End-to-End Training for Unified Tokenization and Latent Denoising

End-to-End Training for Unified Tokenization and Latent Denoising
Notice: This research summary and analysis were automatically generated using AI technology. For absolute accuracy, please refer to the [Original Paper Viewer] below or the Original ArXiv Source.

Latent diffusion models (LDMs) enable high-fidelity synthesis by operating in learned latent spaces. However, training state-of-the-art LDMs requires complex staging: a tokenizer must be trained first, before the diffusion model can be trained in the frozen latent space. We propose UNITE - an autoencoder architecture for unified tokenization and latent diffusion. UNITE consists of a Generative Encoder that serves as both image tokenizer and latent generator via weight sharing. Our key insight is that tokenization and generation can be viewed as the same latent inference problem under different conditioning regimes: tokenization infers latents from fully observed images, whereas generation infers them from noise together with text or class conditioning. Motivated by this, we introduce a single-stage training procedure that jointly optimizes both tasks via two forward passes through the same Generative Encoder. The shared parameters enable gradients to jointly shape the latent space, encouraging a “common latent language”. Across image and molecule modalities, UNITE achieves near state of the art performance without adversarial losses or pretrained encoders (e.g., DINO), reaching FID 2.12 and 1.73 for Base and Large models on ImageNet 256 x 256. We further analyze the Generative Encoder through the lenses of representation alignment and compression. These results show that single stage joint training of tokenization & generation from scratch is feasible.


💡 Research Summary

The paper introduces UNITE (Unified Tokenization and latent dEnoising), a novel architecture that collapses the traditionally staged pipeline of latent diffusion models into a single end‑to‑end training process. In conventional LDMs, a tokenizer (often a VAE or VQ‑VAE encoder) is first trained to compress images into discrete or continuous latent tokens, then frozen while a diffusion model learns to generate in that latent space. This separation prevents the generation objective from influencing the representation learned by the tokenizer, leading to sub‑optimal latent spaces and added engineering complexity.
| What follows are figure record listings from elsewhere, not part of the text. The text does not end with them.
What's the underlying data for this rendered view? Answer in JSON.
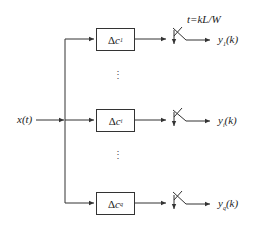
{
  "diagram": {
    "input_label": "x(t)",
    "sample_label": "t=kL/W",
    "delta": "Δ",
    "branches": [
      {
        "box_var": "c",
        "box_sub": "1",
        "out_var": "y",
        "out_sub": "1",
        "out_arg": "(k)"
      },
      {
        "box_var": "c",
        "box_sub": "i",
        "out_var": "y",
        "out_sub": "i",
        "out_arg": "(k)"
      },
      {
        "box_var": "c",
        "box_sub": "q",
        "out_var": "y",
        "out_sub": "q",
        "out_arg": "(k)"
      }
    ],
    "ellipsis": "⋮"
  },
  "colors": {
    "line": "#333333",
    "text": "#222222"
  }
}
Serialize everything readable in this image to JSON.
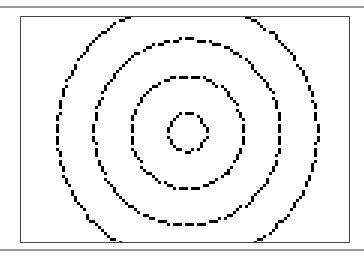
{
  "figure": {
    "center": [
      166,
      115
    ],
    "rings": [
      {
        "radius": 19,
        "dot_spacing": 4
      },
      {
        "radius": 56,
        "dot_spacing": 4
      },
      {
        "radius": 93,
        "dot_spacing": 4
      },
      {
        "radius": 130,
        "dot_spacing": 4
      }
    ],
    "dot_size": 3,
    "dot_color": "#000000",
    "frame_color": "#444444",
    "rule_color": "#9a9a9a"
  }
}
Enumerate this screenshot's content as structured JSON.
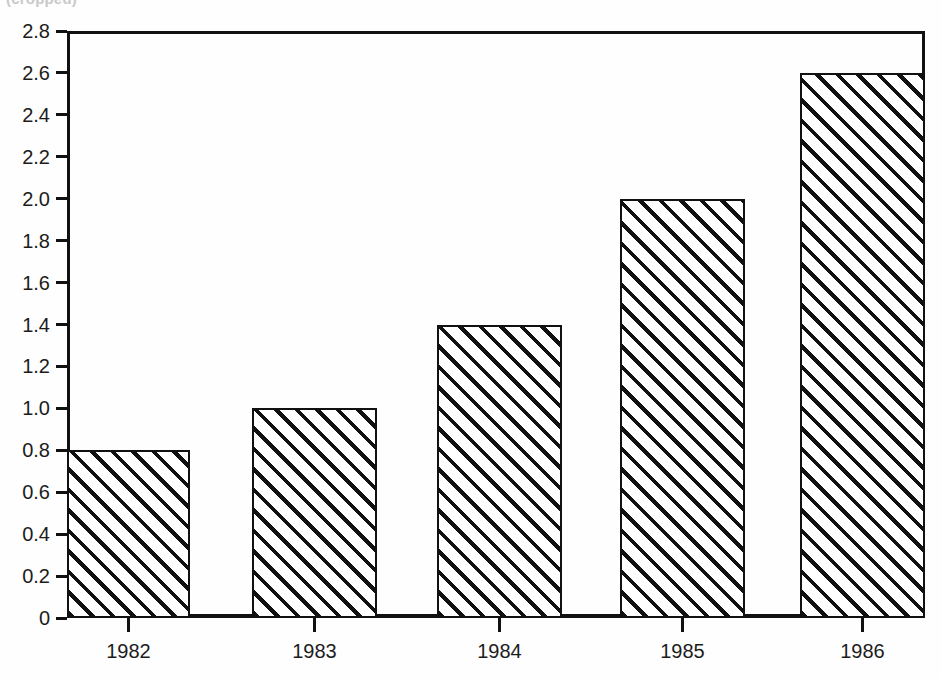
{
  "figure": {
    "title_partial": "(cropped)",
    "background_color": "#fefefe",
    "ink_color": "#111111"
  },
  "chart_data": {
    "type": "bar",
    "title": "",
    "xlabel": "",
    "ylabel": "",
    "categories": [
      "1982",
      "1983",
      "1984",
      "1985",
      "1986"
    ],
    "values": [
      0.8,
      1.0,
      1.4,
      2.0,
      2.6
    ],
    "ylim": [
      0,
      2.8
    ],
    "xlim": [
      1981.5,
      1986.5
    ],
    "ytick_labels": [
      "0",
      "0.2",
      "0.4",
      "0.6",
      "0.8",
      "1.0",
      "1.2",
      "1.4",
      "1.6",
      "1.8",
      "2.0",
      "2.2",
      "2.4",
      "2.6",
      "2.8"
    ],
    "ytick_values": [
      0,
      0.2,
      0.4,
      0.6,
      0.8,
      1.0,
      1.2,
      1.4,
      1.6,
      1.8,
      2.0,
      2.2,
      2.4,
      2.6,
      2.8
    ],
    "xtick_labels": [
      "1982",
      "1983",
      "1984",
      "1985",
      "1986"
    ],
    "grid": false,
    "legend": null,
    "bar_fill": "diagonal-hatch-45",
    "annotations": []
  },
  "axes": {
    "y": {
      "ticks": [
        {
          "label": "2.8",
          "value": 2.8
        },
        {
          "label": "2.6",
          "value": 2.6
        },
        {
          "label": "2.4",
          "value": 2.4
        },
        {
          "label": "2.2",
          "value": 2.2
        },
        {
          "label": "2.0",
          "value": 2.0
        },
        {
          "label": "1.8",
          "value": 1.8
        },
        {
          "label": "1.6",
          "value": 1.6
        },
        {
          "label": "1.4",
          "value": 1.4
        },
        {
          "label": "1.2",
          "value": 1.2
        },
        {
          "label": "1.0",
          "value": 1.0
        },
        {
          "label": "0.8",
          "value": 0.8
        },
        {
          "label": "0.6",
          "value": 0.6
        },
        {
          "label": "0.4",
          "value": 0.4
        },
        {
          "label": "0.2",
          "value": 0.2
        },
        {
          "label": "0",
          "value": 0
        }
      ]
    },
    "x": {
      "ticks": [
        {
          "label": "1982"
        },
        {
          "label": "1983"
        },
        {
          "label": "1984"
        },
        {
          "label": "1985"
        },
        {
          "label": "1986"
        }
      ]
    }
  },
  "bars": [
    {
      "category": "1982",
      "value": 0.8
    },
    {
      "category": "1983",
      "value": 1.0
    },
    {
      "category": "1984",
      "value": 1.4
    },
    {
      "category": "1985",
      "value": 2.0
    },
    {
      "category": "1986",
      "value": 2.6
    }
  ]
}
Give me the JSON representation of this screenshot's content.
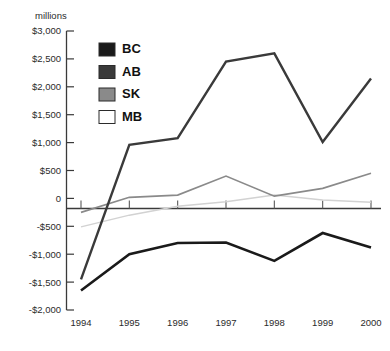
{
  "chart_data": {
    "type": "line",
    "title": "",
    "subtitle": "",
    "units_label": "millions",
    "xlabel": "",
    "ylabel": "",
    "x": [
      1994,
      1995,
      1996,
      1997,
      1998,
      1999,
      2000
    ],
    "categories": [
      "1994",
      "1995",
      "1996",
      "1997",
      "1998",
      "1999",
      "2000"
    ],
    "xtick_labels": [
      "1994",
      "1995",
      "1996",
      "1997",
      "1998",
      "1999",
      "2000"
    ],
    "ytick_labels": [
      "$3,000",
      "$2,500",
      "$2,000",
      "$1,500",
      "$1,000",
      "$500",
      "0",
      "-$500",
      "-$1,000",
      "-$1,500",
      "-$2,000"
    ],
    "ytick_values": [
      3000,
      2500,
      2000,
      1500,
      1000,
      500,
      0,
      -500,
      -1000,
      -1500,
      -2000
    ],
    "ylim": [
      -2000,
      3000
    ],
    "xlim": [
      1994,
      2000
    ],
    "grid": false,
    "legend_position": "upper-left-inside",
    "series": [
      {
        "name": "BC",
        "label": "BC",
        "color": "#1a1a1a",
        "width": 2.6,
        "values": [
          -1650,
          -1000,
          -800,
          -790,
          -1120,
          -620,
          -880
        ]
      },
      {
        "name": "AB",
        "label": "AB",
        "color": "#3a3a3a",
        "width": 2.4,
        "values": [
          -1450,
          960,
          1080,
          2450,
          2600,
          1010,
          2150
        ]
      },
      {
        "name": "SK",
        "label": "SK",
        "color": "#8a8a8a",
        "width": 1.7,
        "values": [
          -250,
          20,
          60,
          400,
          40,
          180,
          450
        ]
      },
      {
        "name": "MB",
        "label": "MB",
        "color": "#d2d2d2",
        "width": 1.5,
        "values": [
          -510,
          -300,
          -140,
          -60,
          60,
          -30,
          -70
        ]
      }
    ],
    "legend_entries": [
      {
        "label": "BC",
        "color": "#1a1a1a"
      },
      {
        "label": "AB",
        "color": "#3a3a3a"
      },
      {
        "label": "SK",
        "color": "#8a8a8a"
      },
      {
        "label": "MB",
        "color": "#ffffff"
      }
    ]
  }
}
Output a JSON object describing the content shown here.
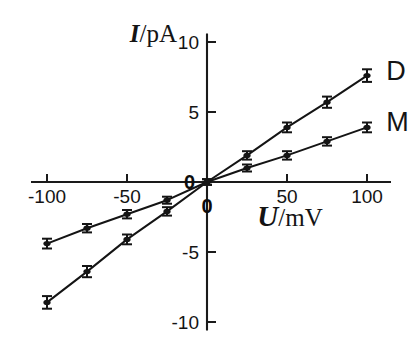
{
  "chart_data": {
    "type": "line",
    "title": "",
    "subtitle": "",
    "xlabel": "U/mV",
    "ylabel": "I/pA",
    "xlabel_italic": "U",
    "xlabel_rest": "/mV",
    "ylabel_italic": "I",
    "ylabel_rest": "/pA",
    "xlim": [
      -110,
      115
    ],
    "ylim": [
      -10.6,
      10.6
    ],
    "xticks": [
      -100,
      -50,
      0,
      50,
      100
    ],
    "xticklabels": [
      "-100",
      "-50",
      "0",
      "50",
      "100"
    ],
    "yticks": [
      10,
      5,
      0,
      -5,
      -10
    ],
    "yticklabels": [
      "10",
      "5",
      "0",
      "-5",
      "-10"
    ],
    "grid": false,
    "legend_position": "right-inline",
    "axes_style": "centered-cross",
    "x": [
      -100,
      -75,
      -50,
      -25,
      0,
      25,
      50,
      75,
      100
    ],
    "series": [
      {
        "name": "D",
        "label": "D",
        "color": "#141414",
        "values": [
          -8.6,
          -6.4,
          -4.1,
          -2.1,
          0,
          1.9,
          3.9,
          5.7,
          7.6
        ],
        "errors": [
          0.45,
          0.4,
          0.35,
          0.3,
          0.2,
          0.3,
          0.35,
          0.4,
          0.45
        ]
      },
      {
        "name": "M",
        "label": "M",
        "color": "#141414",
        "values": [
          -4.4,
          -3.3,
          -2.3,
          -1.3,
          0,
          1.0,
          1.9,
          2.9,
          3.9
        ],
        "errors": [
          0.35,
          0.3,
          0.3,
          0.25,
          0.2,
          0.25,
          0.3,
          0.3,
          0.35
        ]
      }
    ],
    "annotations": [
      {
        "text": "D",
        "x": 112,
        "y": 7.9
      },
      {
        "text": "M",
        "x": 112,
        "y": 4.3
      }
    ]
  }
}
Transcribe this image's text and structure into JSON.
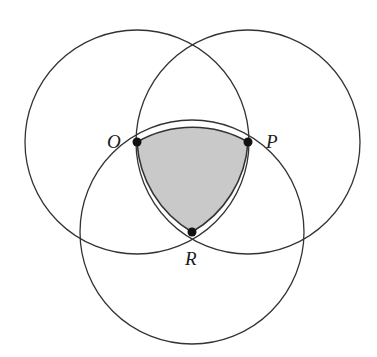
{
  "diagram": {
    "type": "three-circles-reuleaux",
    "radius": 112,
    "points": [
      {
        "id": "O",
        "label": "O",
        "x": 137,
        "y": 142
      },
      {
        "id": "P",
        "label": "P",
        "x": 248,
        "y": 142
      },
      {
        "id": "R",
        "label": "R",
        "x": 192,
        "y": 232
      }
    ],
    "circles": [
      {
        "center": "O"
      },
      {
        "center": "P"
      },
      {
        "center": "R"
      }
    ],
    "shaded_region": "intersection of all three circles (Reuleaux triangle OPR)",
    "colors": {
      "stroke": "#333333",
      "shade": "#c9c9c9",
      "point": "#111111"
    }
  },
  "labels": {
    "O": "O",
    "P": "P",
    "R": "R"
  }
}
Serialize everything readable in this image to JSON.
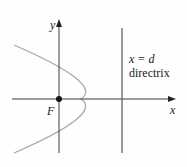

UNITE addresses this by defining a single Generative Encoder (GE_θ) that serves both as the tokenizer and as the denoiser. GE_θ operates in two modes: (i) tokenization, where it maps an input image x to a clean latent sequence z₀ = GE_θ(x); (ii) generation, where it receives a noisy latent z_t (produced by corrupting z₀ with Gaussian noise at a chosen diffusion step t) together with the timestep embedding, and predicts the denoised latent \hat{z₀} = GE_θ(z_t, t). The same parameters θ are shared across both passes, so gradients from reconstruction loss (pixel‑space L_rec between the decoded image D_ϕ(z₀) and the original x) and from a flow‑matching denoising loss (L_flow between \hat{z₀} and the target clean latent) jointly shape the encoder.

Training proceeds with two forward passes per sample: first encode the image, then corrupt and re‑encode the latent. No adversarial losses, no pretrained visual encoders (e.g., DINO, MAE), and no separate KL regularization are used. The flow‑matching objective replaces the classic score‑matching loss, providing stable training across diffusion steps and allowing the model to learn an efficient mapping from Gaussian noise to the latent manifold.

Empirically, UNITE achieves near‑state‑of‑the‑art image synthesis on ImageNet‑256: FID 2.12 for the Base model and 1.73 for the Large model, comparable to or better than multi‑stage pipelines that rely on large pretrained tokenizers. The approach also generalizes to molecular graph generation, where it matches or exceeds the quality of VAE‑based tokenizers followed by diffusion.

A series of ablations explore the role of weight sharing. Even when the encoder and denoiser are trained with separate parameters, layer‑wise centered kernel alignment (CKA) shows strong representational similarity, indicating that tokenization and denoising are intrinsically compatible tasks. Nonetheless, full parameter sharing yields the best trade‑off between reconstruction fidelity (rFID) and generation quality (gFID), supporting the authors’ hypothesis that a “common latent language” emerges when both objectives shape the same network.

The paper situates UNITE among related work: classic VAEs jointly learn reconstruction and a simple Gaussian prior but lack the expressive power of modern diffusion generators; VQ‑VAE/VQ‑GAN provide discrete latents but still require a downstream diffusion model; recent methods like REPA align diffusion features with pretrained SSL encoders to stabilize training, yet they re‑introduce external supervision and extra stages. UNITE’s contribution is a clean, single‑stage recipe that requires only two losses and a shared encoder‑decoder pair, dramatically simplifying the training pipeline while preserving high‑fidelity synthesis.

In summary, UNITE demonstrates that tokenization and latent denoising can be unified in one network trained end‑to‑end from scratch. This reduces computational overhead, eliminates the need for external teachers, and opens the door to more integrated multimodal generative systems. The work suggests a new design principle for future generative models: jointly optimize representation and generation within a shared latent space, rather than treating them as separate, sequential problems.